Industry-specific considerations

Nonprofit organizations

Funders and grant auditors routinely require dual-signature rules and documented board approval of check procedures as a condition of funding compliance.

Professional services

Law firms, accounting firms, and consultancies update check authority when partners join or depart, typically requiring partner-level approval above the firm's standard client disbursement threshold.

Construction and real estate

Large and frequent subcontractor payments and draw requests make tiered signing authority critical; thresholds are typically set at the project milestone payment level.

Healthcare

Healthcare organizations subject to cost-report audits and Stark Law compliance need a clear documented trail of who authorized each disbursement, making a current board resolution essential.

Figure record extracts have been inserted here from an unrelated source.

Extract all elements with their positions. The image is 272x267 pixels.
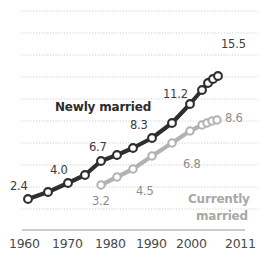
x-tick-label-1970: 1970 (52, 238, 83, 251)
x-tick-label-2011: 2011 (225, 238, 256, 251)
data-point (213, 116, 220, 123)
data-point (148, 152, 155, 159)
series-label-currently-married-line1: Currently (188, 193, 250, 205)
data-point (186, 127, 193, 134)
value-label-currently-2011: 8.6 (225, 113, 243, 125)
value-label-currently-1980: 3.2 (92, 196, 110, 208)
data-point (97, 181, 104, 188)
data-point (24, 195, 32, 203)
value-label-currently-2000: 6.8 (183, 159, 201, 171)
data-point (168, 119, 176, 127)
line-chart: 2.4 4.0 6.7 8.3 11.2 15.5 3.2 4.5 6.8 8.… (0, 0, 272, 267)
value-label-currently-1990: 4.5 (136, 186, 154, 198)
x-tick-label-1980: 1980 (95, 238, 126, 251)
data-point (198, 86, 206, 94)
data-point (168, 139, 175, 146)
data-point (97, 157, 105, 165)
x-tick-label-1960: 1960 (9, 238, 40, 251)
data-point (81, 171, 89, 179)
x-tick-label-1990: 1990 (136, 238, 167, 251)
value-label-newly-1960: 2.4 (10, 181, 28, 193)
value-label-newly-2000: 11.2 (163, 89, 188, 101)
data-point (113, 151, 121, 159)
series-label-currently-married-line2: married (196, 210, 248, 222)
value-label-newly-2011: 15.5 (221, 39, 246, 51)
series-markers-newly-married (24, 72, 222, 203)
data-point (186, 100, 194, 108)
data-point (129, 144, 137, 152)
value-label-newly-1980: 6.7 (89, 142, 107, 154)
value-label-newly-1990: 8.3 (130, 120, 148, 132)
data-point (214, 72, 222, 80)
x-tick-label-2000: 2000 (176, 238, 207, 251)
data-point (44, 188, 52, 196)
data-point (148, 134, 156, 142)
series-label-newly-married: Newly married (55, 101, 151, 113)
value-label-newly-1970: 4.0 (50, 165, 68, 177)
data-point (113, 173, 120, 180)
series-line-newly-married (28, 76, 218, 199)
data-point (64, 179, 72, 187)
data-point (129, 165, 136, 172)
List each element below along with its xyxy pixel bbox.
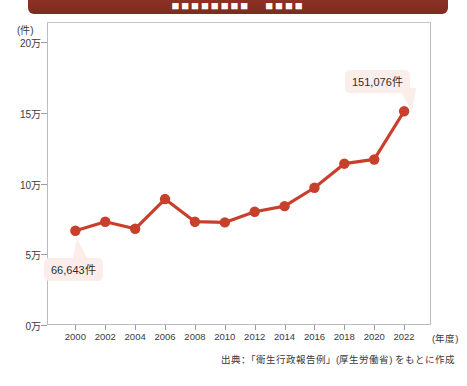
x-tick-label: 2020 <box>364 331 385 342</box>
x-tick-mark <box>344 325 345 330</box>
x-tick-label: 2000 <box>65 331 86 342</box>
y-tick-label: 5万 <box>25 247 41 262</box>
x-tick-label: 2002 <box>95 331 116 342</box>
x-tick-label: 2016 <box>304 331 325 342</box>
y-tick-mark <box>41 184 47 185</box>
x-axis-unit-label: (年度) <box>432 331 458 345</box>
y-axis-labels: 20万 15万 10万 5万 0万 <box>0 0 41 386</box>
y-tick-mark <box>41 113 47 114</box>
x-tick-label: 2008 <box>184 331 205 342</box>
x-tick-mark <box>105 325 106 330</box>
x-tick-label: 2018 <box>334 331 355 342</box>
x-tick-mark <box>225 325 226 330</box>
x-tick-label: 2010 <box>214 331 235 342</box>
y-tick-mark <box>41 254 47 255</box>
plot-area <box>47 22 431 325</box>
y-tick-mark <box>41 325 47 326</box>
data-label-first: 66,643件 <box>44 258 103 281</box>
y-tick-label: 10万 <box>20 177 41 192</box>
source-note: 出典：「衛生行政報告例」(厚生労働省) をもとに作成 <box>0 352 455 366</box>
x-tick-mark <box>374 325 375 330</box>
y-tick-label: 20万 <box>20 35 41 50</box>
x-tick-label: 2012 <box>244 331 265 342</box>
y-tick-label: 15万 <box>20 106 41 121</box>
x-tick-mark <box>195 325 196 330</box>
data-label-last: 151,076件 <box>345 70 410 93</box>
x-tick-mark <box>314 325 315 330</box>
x-tick-mark <box>255 325 256 330</box>
x-tick-label: 2022 <box>394 331 415 342</box>
x-tick-label: 2004 <box>125 331 146 342</box>
x-tick-label: 2006 <box>154 331 175 342</box>
y-tick-mark <box>41 42 47 43</box>
x-tick-mark <box>135 325 136 330</box>
y-tick-label: 0万 <box>25 318 41 333</box>
x-tick-mark <box>165 325 166 330</box>
x-tick-mark <box>404 325 405 330</box>
x-tick-mark <box>75 325 76 330</box>
line-chart: (件) 20万 15万 10万 5万 0万 200020022004200620… <box>0 0 467 386</box>
x-tick-label: 2014 <box>274 331 295 342</box>
x-tick-mark <box>285 325 286 330</box>
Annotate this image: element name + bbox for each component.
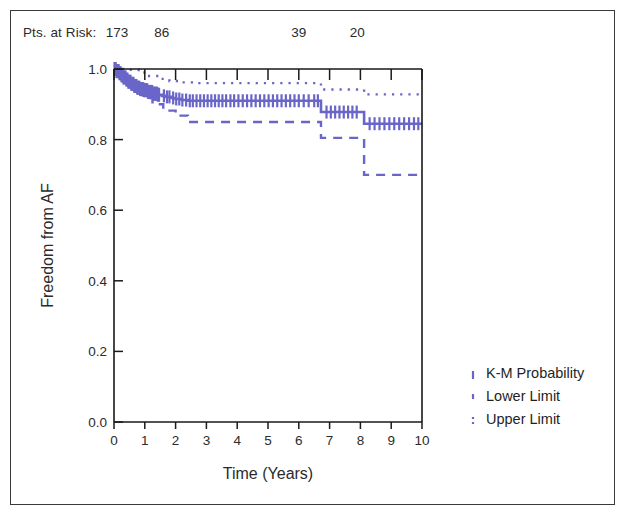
x-tick-label: 0 bbox=[110, 433, 118, 448]
y-tick-label: 0.6 bbox=[88, 203, 107, 218]
figure-frame: Pts. at Risk: 173863920 0123456789100.00… bbox=[10, 10, 615, 505]
y-tick-label: 0.8 bbox=[88, 133, 107, 148]
curves-layer bbox=[114, 69, 422, 175]
legend-label: K-M Probability bbox=[486, 365, 585, 381]
km-curve-dashed bbox=[114, 69, 422, 175]
x-tick-label: 7 bbox=[326, 433, 334, 448]
censor-marks-layer bbox=[115, 62, 419, 130]
y-tick-label: 1.0 bbox=[88, 62, 107, 77]
legend-label: Upper Limit bbox=[486, 411, 560, 427]
y-tick-label: 0.2 bbox=[88, 344, 107, 359]
chart-legend: K-M ProbabilityLower LimitUpper Limit bbox=[473, 365, 585, 427]
y-tick-label: 0.4 bbox=[88, 274, 107, 289]
y-axis-title: Freedom from AF bbox=[39, 183, 56, 308]
y-tick-label: 0.0 bbox=[88, 415, 107, 430]
x-tick-label: 2 bbox=[172, 433, 180, 448]
x-axis-title: Time (Years) bbox=[223, 465, 313, 482]
x-tick-label: 4 bbox=[233, 433, 241, 448]
x-tick-label: 1 bbox=[141, 433, 149, 448]
x-tick-label: 3 bbox=[203, 433, 211, 448]
km-survival-plot: 0123456789100.00.20.40.60.81.0Time (Year… bbox=[11, 11, 616, 506]
x-tick-label: 8 bbox=[357, 433, 365, 448]
plot-frame bbox=[114, 69, 422, 422]
x-tick-label: 9 bbox=[387, 433, 395, 448]
x-tick-label: 5 bbox=[264, 433, 272, 448]
x-tick-label: 6 bbox=[295, 433, 303, 448]
legend-label: Lower Limit bbox=[486, 388, 560, 404]
x-tick-label: 10 bbox=[414, 433, 429, 448]
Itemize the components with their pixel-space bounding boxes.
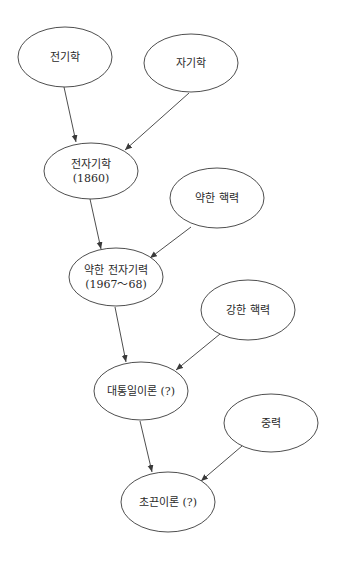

Template vs pro — what fits your needs?

PathBest forCostTime
Use the templateSmall businesses, startups, and nonprofits making routine changes to signatory names or dollar thresholdsFree15–30 minutes
Template + professional reviewOrganizations with complex multi-account structures, multiple subsidiaries, or after an audit finding requiring documented remediation$150–$400 for a one-hour legal or accounting review1–2 days
Custom draftedRegulated entities (banks, healthcare organizations, federally-funded nonprofits) where disbursement controls are subject to regulatory examination$500–$1,5003–5 days

Glossary

Board Resolution
A formal written record of a decision made by a company's board of directors, which becomes part of the permanent corporate record.
Check Approval Procedure
The internal policy that defines who may authorize and sign checks, at what dollar thresholds, and under what conditions.
Signing Authority
The delegated power granted to a named individual to sign checks or payment instruments on behalf of the organization up to a defined limit.
Dual-Signature Requirement
A control requiring two authorized signatories to co-sign any check that exceeds a defined dollar threshold.
Dollar Threshold
A specific monetary limit that, when exceeded, triggers a higher level of approval or a second signature on a disbursement.
Recital
The introductory 'whereas' clauses in a resolution that explain the background and business reason for the board's decision.
Rescission
The formal cancellation of a prior board resolution or policy, typically included in an amendment resolution to prevent two conflicting policies from coexisting.
Effective Date
The specific calendar date on which the amended procedure takes legal effect and supersedes the prior version.
Unanimous Written Consent
A mechanism allowing all board members to approve a resolution by signing a written document rather than convening a formal meeting.
Internal Controls
Processes and policies designed to safeguard assets, prevent fraud, and ensure financial transactions are properly authorized and recorded.